Some years ago I read somewhere that Davis was captured by Union troops somewhere in Georgia in the first few months of 1865. He was held in a federal prison for about two years, awaiting trial on treason charges, and then the charges were dropped and he was released. The reason, I read, was that Union officials were afraid that if they tried him, the courts might render a verdict of not guilty because he wasn't a U.S. citizen and therefore had no obligation of loyalty to the U.S. This is because he led a country made up of states that had seceded from the U.S. and were in fact another country, and he was the leader of that country. The issue of the legality, or constitutionality, of secession was never settled in the courts. It was settled on the battlefield. At the beginning of the war Lincoln was afraid of allowing the courts to rule on that issue, and that's why he threatened to arrest Supreme Court justices to prevent that from happening. If the courts were given an opportunity to rule on that issue two years after the war, and if they found in a trial of Jefferson Davis that the Confederate states DID have the legal right to leave the union and therefore that Davis was not guilty of treason because he was in fact the leader of a foreign country, that would have been like losing the war in the courts after winning it, at enormous cost, on the battlefield. That would have been a disaster, and that's why they dropped the charges against Davis and let him go.
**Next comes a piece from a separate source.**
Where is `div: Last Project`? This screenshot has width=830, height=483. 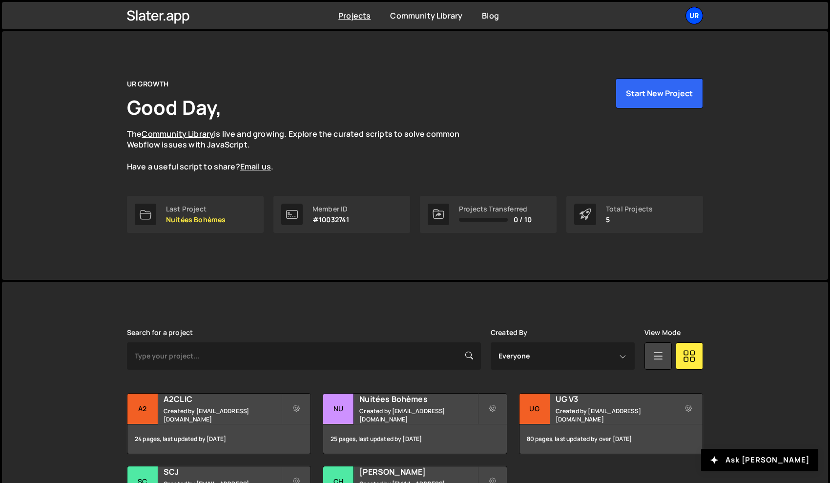
div: Last Project is located at coordinates (196, 209).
That's what I read somewhere some years back, but I cannot tell you where I read it because I cannot find it now. I am relating it now just from memory. I assume there is at least some truth to it because it does make sense and fit the facts. It might also have something to do with why they didn't prosecute other Confederate officials.

— Ron

OnDoutside

(20,842 posts)
32. If he did renounce his citizenship of the US, could the US have not recognised the Confederacy, which they probably did
Mon Jun 23, 2025, 11:25 AM
3 hrs ago

but if having done that, and he hadn't become a citizen of a recognised country, then maybe his renouncing of his US citizenship was invalid ?
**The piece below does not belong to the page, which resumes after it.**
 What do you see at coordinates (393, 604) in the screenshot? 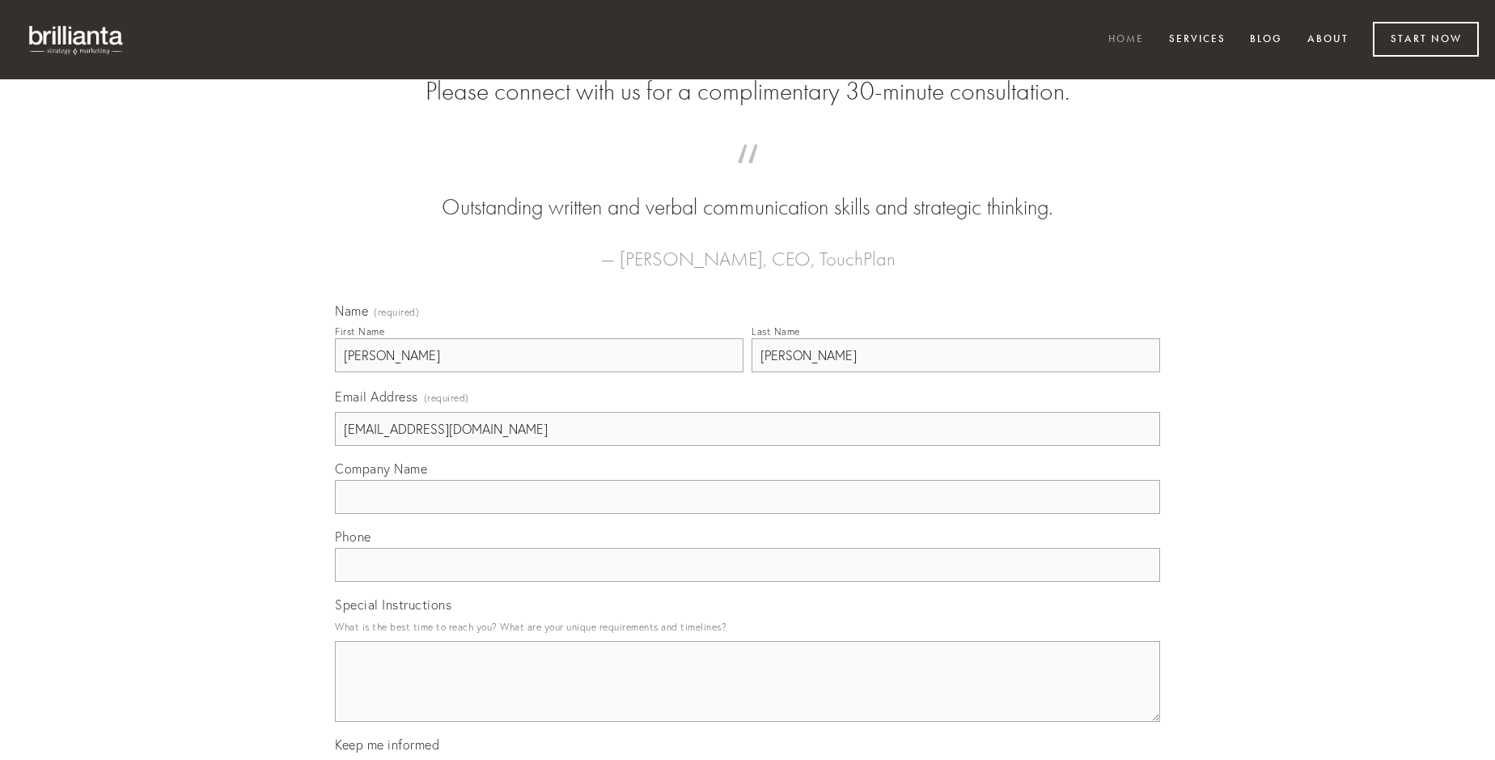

Either way (and hindsight is wonderful of course), the US government were too soft in victory.

Celerity

(50,467 posts)
24. Lost Cause of the Confederacy
Mon Jun 23, 2025, 03:42 AM
11 hrs ago


https://en.wikipedia.org/wiki/Lost_Cause_of_the_Confederacy


The Union As It Was, Harper's Weekly, October 10, 1874. (The title alludes to the old ca. 1862 Copperhead campaign slogan "The Union as it was, the Constitution as it is".) On a pseudo-heraldic shield are portrayed a black family between a lynched body hanging from a tree and the remains of a burning schoolhouse, with the caption "Worse than Slavery". The "supporters" are a member of the White League and a hooded Ku Kluxer, shaking hands on the "Lost Cause". As shown in this Thomas Nast cartoon, Worse than Slavery, white groups such as the Ku Klux Klan and the White League used every form of terror, violence, and intimidation to restore a “white man’s government” and redeem the noble “lost cause.”

Buns_of_Fire

(18,547 posts)
28. "With malice toward none; with charity for all..."
Mon Jun 23, 2025, 07:02 AM
8 hrs ago

Lincoln was more interested in reconciliation than revenge.

TacosUberAlles

(43 posts)
30. I just wanted to say thank you everyone
Mon Jun 23, 2025, 07:27 AM
7 hrs ago

This is one of the best threads I've read anywhere on the internet in a very long time.
As someone who geeks out over history, the amount of historical information being shared in the replies is incredibly awesome. I've literally learned 3 things I didn't know before & that's invaluable.